MOSFS Article ID What It Contains
KA923 Always points to the latest EBS CPU availability document.
KA1539 April 2026 specific patch list, prerequisites, and known issues for EBS R12.2.
KA1033 EBS Security FAQ and security background reading.
Pro Habit: Always start with KA923 because it points to the current CPU document every quarter.

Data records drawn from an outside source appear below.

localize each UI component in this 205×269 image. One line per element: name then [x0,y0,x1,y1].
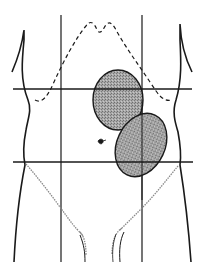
abdomen-diagram [0,0,205,269]
thigh-line-right-inner [113,234,116,262]
torso-outline-left [12,30,30,262]
groin-line-left [26,164,86,255]
groin-line-right [112,166,178,255]
navel-icon [98,139,106,144]
thigh-line-right [120,232,124,262]
torso-outline-right [174,24,192,262]
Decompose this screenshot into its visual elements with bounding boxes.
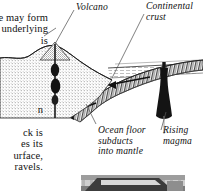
body-text-top-left: le may form e underlying is bbox=[0, 12, 48, 46]
callout-volcano: Volcano bbox=[76, 2, 108, 13]
geology-diagram-figure: le may form e underlying is n ck is es i… bbox=[0, 0, 203, 191]
photo-fragment bbox=[63, 175, 203, 191]
callout-continental-crust: Continental crust bbox=[146, 1, 193, 22]
body-text-bottom-left: n ck is es its urface, ravels. bbox=[0, 104, 43, 172]
callout-rising-magma: Rising magma bbox=[163, 125, 192, 146]
callout-ocean-floor-subducts: Ocean floor subducts into mantle bbox=[98, 125, 146, 157]
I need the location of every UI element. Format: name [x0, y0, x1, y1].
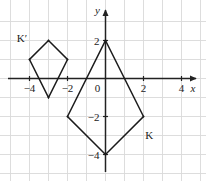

Step 1 — Run Oracle Checker Tools First

Oracle provides checker utilities for EBS R12.2. Run these tools before downloading or applying patches. They help identify missing patches specific to your environment.

Tool Patch Purpose
ECPUC Patch 35583866 EBS Critical Patch Update Checker. Generates ECPUC.lst.
EJCPUC Patch 37171025 EBS Java CPU Checker for app tier and DB tier nodes.

How to Run ECPUC

# Source the run edition environment
source /u01/oracle/R122/EBSapps.env run

# Unzip ECPUC patch
unzip p35583866_R12_GENERIC.zip -d /stage/ecpuc

# Connect as APPS and run checker
sqlplus apps/<apps_password>

SQL> @/stage/ecpuc/ECPUC.sql

# Review generated report
cat ECPUC.lst

Review Section 3 of ECPUC.lst carefully. This section lists the required EBS CPU patches for your environment.

How to Run EJCPUC

# Unzip EJCPUC patch
unzip p37171025_R12_GENERIC.zip -d /stage/ejcpuc

# Run on application tier
source /u01/oracle/R122/EBSapps.env run
cd /stage/ejcpuc
./ejcpuc.sh

# Run separately on database tier
cd /stage/ejcpuc
./ejcpuc.sh
Always download the latest version of ECPUC and EJCPUC for the current CPU cycle.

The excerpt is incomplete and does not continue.